FORMER Labor minister Eddie Obeid's son told a business associate he urgently needed to finalise the purchase of farms in the Bylong Valley before a NSW government decision increased their value tenfold, a corruption inquiry has heard.
The Independent Commission Against Corruption (ICAC) is investigating if decisions made by former mining minister Ian Macdonald about licences in the Bylong Valley area were designed to benefit political colleague Obeid, who owned property in the area.
ICAC was on Monday shown a signed statement by Arlo Selby, a former commodities trader with business ties to the Obeids, in which it was claimed Moses Obeid needed an investor to step in to fast-track the settlement of the Obeid family's Bylong Valley properties.
In the statement, dated January 11, 2011, Mr Selby said Moses Obeid told him he needed an investor urgently because "when a government announcement due to come out within the next three months becomes public the value of those farms would automatically go up tenfold".
Mr Selby said in the statement, which was tendered as evidence, that Moses indicated the deal was a "very serious coal play" and that his family owned a key property in the coal-rich area.
Moses also told him he had inside information that there were about one billion tonnes of high-grade coal in the Bylong Valley, according to the statement.
The statement also alleges that at a meeting in July 2008, Moses Obeid told former Lehman Brothers senior vice-president Gardner Brook that the outcome of the tender process for coal exploration licences in the Bylong Valley was already guaranteed because Mr Macdonald was "in on the deal".

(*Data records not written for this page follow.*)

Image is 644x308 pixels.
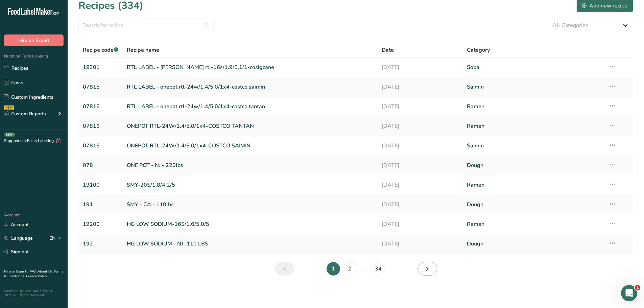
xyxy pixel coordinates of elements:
a: [DATE] [382,60,459,74]
a: HG LOW SODIUM-16S/1.6/5.0/5 [127,217,374,231]
a: SMY-20S/1.8/4.2/5 [127,178,374,192]
a: 078 [83,159,119,173]
span: Date [382,46,394,54]
a: Language [4,232,33,244]
span: Category [467,46,490,54]
iframe: Intercom live chat [621,285,637,301]
a: Ramen [467,217,600,231]
a: ONEPOT RTL-24W/1.4/5.0/1x4-COSTCO TANTAN [127,119,374,133]
a: RTL LABEL - onepot rtl-24w/1.4/5.0/1x4-costco saimin [127,80,374,94]
a: 07815 [83,80,119,94]
a: Previous page [275,262,294,275]
a: Ramen [467,119,600,133]
a: Saimin [467,139,600,153]
a: Saimin [467,80,600,94]
a: Soba [467,60,600,74]
a: 07815 [83,139,119,153]
input: Search for recipe [79,18,214,32]
a: [DATE] [382,119,459,133]
a: [DATE] [382,159,459,173]
a: 192 [83,237,119,251]
div: Custom Reports [4,110,46,117]
div: Add new recipe [583,2,627,10]
a: Dough [467,159,600,173]
a: Ramen [467,178,600,192]
span: Recipe code [83,46,118,53]
a: SMY - CA - 110lbs [127,197,374,211]
a: 191 [83,197,119,211]
a: ONEPOT RTL-24W/1.4/5.0/1x4-COSTCO SAIMIN [127,139,374,153]
a: ONE POT - NJ - 220lbs [127,159,374,173]
a: 07816 [83,100,119,114]
a: Page 2. [343,262,356,275]
a: Page 34. [372,262,385,275]
a: [DATE] [382,100,459,114]
a: Ramen [467,100,600,114]
a: [DATE] [382,217,459,231]
a: Privacy Policy [26,274,47,278]
div: NEW [4,106,14,109]
a: Dough [467,237,600,251]
a: Dough [467,197,600,211]
div: EN [49,234,63,243]
a: 19301 [83,60,119,74]
a: RTL LABEL - onepot rtl-24w/1.4/5.0/1x4-costco tantan [127,100,374,114]
a: 19200 [83,217,119,231]
a: About Us . [37,269,53,274]
span: Recipe name [127,46,159,54]
a: Hire an Expert . [4,269,28,274]
a: [DATE] [382,237,459,251]
a: 19100 [83,178,119,192]
a: [DATE] [382,197,459,211]
a: RTL LABEL - [PERSON_NAME] rtl-16s/1.9/5.1/1-cosigzane [127,60,374,74]
button: Hire an Expert [4,34,63,46]
a: [DATE] [382,80,459,94]
div: BETA [4,133,15,136]
div: Powered By FoodLabelMaker © 2025 All Rights Reserved [4,289,63,298]
a: Terms & Conditions . [4,269,63,278]
a: HG LOW SODIUM - NJ -110 LBS [127,237,374,251]
a: Next page [418,262,438,275]
a: FAQ . [29,269,37,274]
span: 1 [635,285,640,291]
a: [DATE] [382,178,459,192]
a: [DATE] [382,139,459,153]
a: 07816 [83,119,119,133]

It also claims that Moses Obeid arranged a meeting between Mr Brook and then Labor ministers Michael Costa, Joe Tripodi and Ian Macdonald after claiming his family "had a lot of contacts within the government".

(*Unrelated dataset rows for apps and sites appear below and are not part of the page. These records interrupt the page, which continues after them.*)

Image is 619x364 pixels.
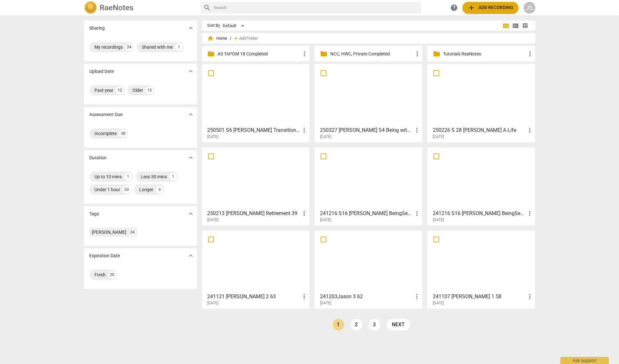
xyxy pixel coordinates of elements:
div: My recordings [94,44,123,50]
span: view_list [512,22,519,30]
span: [DATE] [433,134,444,139]
button: Show more [186,109,195,119]
span: [DATE] [433,217,444,222]
span: home [207,35,214,42]
span: Add recording [467,4,513,12]
span: more_vert [300,209,308,217]
a: Page 3 [369,319,380,330]
span: expand_more [187,24,194,32]
p: Upload Date [89,68,114,75]
div: Past year [94,87,114,94]
div: 38 [119,129,127,137]
div: 1 [124,173,132,180]
button: Show more [186,250,195,260]
a: 250327 [PERSON_NAME] S4 Being with Nothing 31[DATE] [317,66,420,139]
button: Upload [462,2,519,14]
a: 250213 [PERSON_NAME] Retirement 39[DATE] [204,150,307,222]
span: folder [320,50,327,58]
span: more_vert [525,209,533,217]
a: Page 2 [351,319,362,330]
button: Show more [186,209,195,218]
span: expand_more [187,210,194,217]
div: Under 1 hour [94,186,120,193]
span: [DATE] [207,217,218,222]
div: Less 30 mins [141,174,167,180]
div: [PERSON_NAME] [92,229,126,235]
span: folder [207,50,215,58]
p: Assessment Due [89,111,123,118]
a: 241203Jason 3 62[DATE] [317,233,420,305]
div: 13 [146,87,153,94]
h2: RaeNotes [100,3,133,12]
h3: 250213 Jim-Matthew Retirement 39 [207,209,300,217]
span: search [203,4,211,12]
div: Longer [139,186,153,193]
span: [DATE] [320,300,331,306]
a: 241216 S16 [PERSON_NAME] BeingSeen A[DATE] [317,150,420,222]
h3: 241216 S16 Robb-Jim BeingSeen B [433,209,525,217]
div: Up to 10 mins [94,174,122,180]
h3: 241203Jason 3 62 [320,293,413,300]
img: Logo [84,2,97,14]
a: 241216 S16 [PERSON_NAME] BeingSeen B[DATE] [430,150,532,222]
span: expand_more [187,251,194,260]
div: 12 [116,87,124,94]
p: AS TAPOM 18 Completed [217,50,301,58]
span: help [450,4,458,12]
div: 1 [175,43,183,51]
div: Incomplete [94,130,117,136]
span: [DATE] [207,134,218,139]
span: add [467,4,475,12]
span: more_vert [300,126,308,134]
span: more_vert [525,126,533,134]
span: / [230,36,232,41]
div: 3 [156,186,164,193]
div: 20 [123,186,130,193]
a: 241107 [PERSON_NAME] 1 58[DATE] [430,233,532,305]
span: more_vert [413,293,420,300]
span: Home [207,35,227,42]
h3: 250327 Matthew-Jim S4 Being with Nothing 31 [320,126,413,134]
p: Expiration Date [89,253,120,259]
input: Search [214,3,418,13]
p: Tags [89,210,99,217]
span: [DATE] [320,134,331,139]
button: JS [524,2,535,14]
a: Help [448,2,460,14]
span: more_vert [525,293,533,300]
span: expand_more [187,67,194,75]
span: [DATE] [207,300,218,306]
div: 20 [108,271,116,278]
h3: 250501 S6 Matt Pearson Transition Plan [207,126,300,134]
button: Show more [186,66,195,76]
a: Page 1 is your current page [332,319,344,330]
span: more_vert [300,50,308,58]
button: Table view [520,21,530,31]
a: LogoRaeNotes [84,2,195,14]
button: Show more [186,23,195,33]
button: Tile view [501,21,511,31]
a: next [387,319,410,330]
button: List view [511,21,520,31]
button: Show more [186,153,195,162]
h3: 250226 S 28 Robb-Jim A Life [433,126,525,134]
a: 250226 S 28 [PERSON_NAME] A Life[DATE] [430,66,532,139]
span: [DATE] [320,217,331,222]
span: more_vert [413,126,420,134]
div: 1 [170,173,177,180]
p: Sharing [89,25,105,32]
h3: 241107 Jason 1 58 [433,293,525,300]
span: view_module [502,22,510,30]
h3: 241216 S16 Robb-Jim BeingSeen A [320,209,413,217]
span: add [233,35,239,42]
p: Duration [89,154,107,161]
span: expand_more [187,110,194,118]
p: NCC, HWC, Private Completed [330,50,413,58]
span: more_vert [526,50,533,58]
div: Shared with me [142,44,173,50]
a: 250501 S6 [PERSON_NAME] Transition Plan[DATE] [204,66,307,139]
span: table_chart [522,22,528,29]
span: [DATE] [433,300,444,306]
span: Add folder [239,36,258,41]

Giving evidence, Mr Selby said only some parts of the statement were accurate and on several occasions he could not recall parts of it put to him by counsel assisting the commissioner, Geoffrey Watson.

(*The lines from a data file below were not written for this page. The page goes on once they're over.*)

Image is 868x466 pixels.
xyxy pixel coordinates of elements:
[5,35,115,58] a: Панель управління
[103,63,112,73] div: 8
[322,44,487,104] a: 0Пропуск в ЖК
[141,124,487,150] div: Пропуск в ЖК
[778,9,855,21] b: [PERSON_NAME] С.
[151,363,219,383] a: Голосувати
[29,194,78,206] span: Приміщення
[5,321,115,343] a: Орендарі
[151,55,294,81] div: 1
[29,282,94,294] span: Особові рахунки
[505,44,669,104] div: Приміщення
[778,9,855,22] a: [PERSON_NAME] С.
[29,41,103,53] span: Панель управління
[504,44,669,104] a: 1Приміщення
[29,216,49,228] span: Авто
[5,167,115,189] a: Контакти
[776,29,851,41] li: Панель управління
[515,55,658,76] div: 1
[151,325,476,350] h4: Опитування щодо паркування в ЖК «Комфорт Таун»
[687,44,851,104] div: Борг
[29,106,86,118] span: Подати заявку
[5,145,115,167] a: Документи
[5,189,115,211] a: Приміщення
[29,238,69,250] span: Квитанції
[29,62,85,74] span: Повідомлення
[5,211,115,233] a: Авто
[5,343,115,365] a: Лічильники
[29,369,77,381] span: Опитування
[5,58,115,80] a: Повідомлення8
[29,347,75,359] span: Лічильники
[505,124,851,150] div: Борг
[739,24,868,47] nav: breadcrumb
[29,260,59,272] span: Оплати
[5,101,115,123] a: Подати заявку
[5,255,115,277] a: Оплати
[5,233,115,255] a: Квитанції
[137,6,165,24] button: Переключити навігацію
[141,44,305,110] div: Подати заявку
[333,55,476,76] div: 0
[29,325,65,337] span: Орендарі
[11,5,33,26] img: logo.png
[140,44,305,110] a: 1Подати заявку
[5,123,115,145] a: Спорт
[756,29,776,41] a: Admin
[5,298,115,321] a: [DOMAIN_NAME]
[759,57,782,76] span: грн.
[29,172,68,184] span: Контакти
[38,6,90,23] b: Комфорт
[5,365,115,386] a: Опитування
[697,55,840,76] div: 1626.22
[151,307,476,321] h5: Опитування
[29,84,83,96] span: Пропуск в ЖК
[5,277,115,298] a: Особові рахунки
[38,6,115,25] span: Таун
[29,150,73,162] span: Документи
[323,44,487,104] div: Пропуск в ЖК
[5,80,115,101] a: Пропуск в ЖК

Mr Selby said two other men, one of whom was now in prison, had been involved with him in preparing the document.
Counsel for Mr Brook put it to Mr Selby that the statement had been made in an attempt to extort money from his client.
The inquiry was told Mr Selby had fallen out with Mr Brook numerous times, including once because he had "made off with his girlfriend".
"There was no love lost between you and Gardner Brook at the time you made this document, that's correct?" Mr Brook's lawyer asked.
"That would be a fair comment," Mr Selby replied.
The inquiry has previously been told the Obeids had asked Mr Brook to find a company which could partner the Obeids in a mining venture and that Mr Brook chose Monaro Mining, a small uranium company with no experience in coal.
Monaro ultimately withdrew its bid for the Mt Penny tenement, with that licence going to runner-up Cascade Coal after the tender process was reopened by Mr Macdonald.
The inquiry has been told Cascade subsequently paid $30 million to the Obeids.
It has been told that there is no suggestion of wrongdoing on the part of Monaro.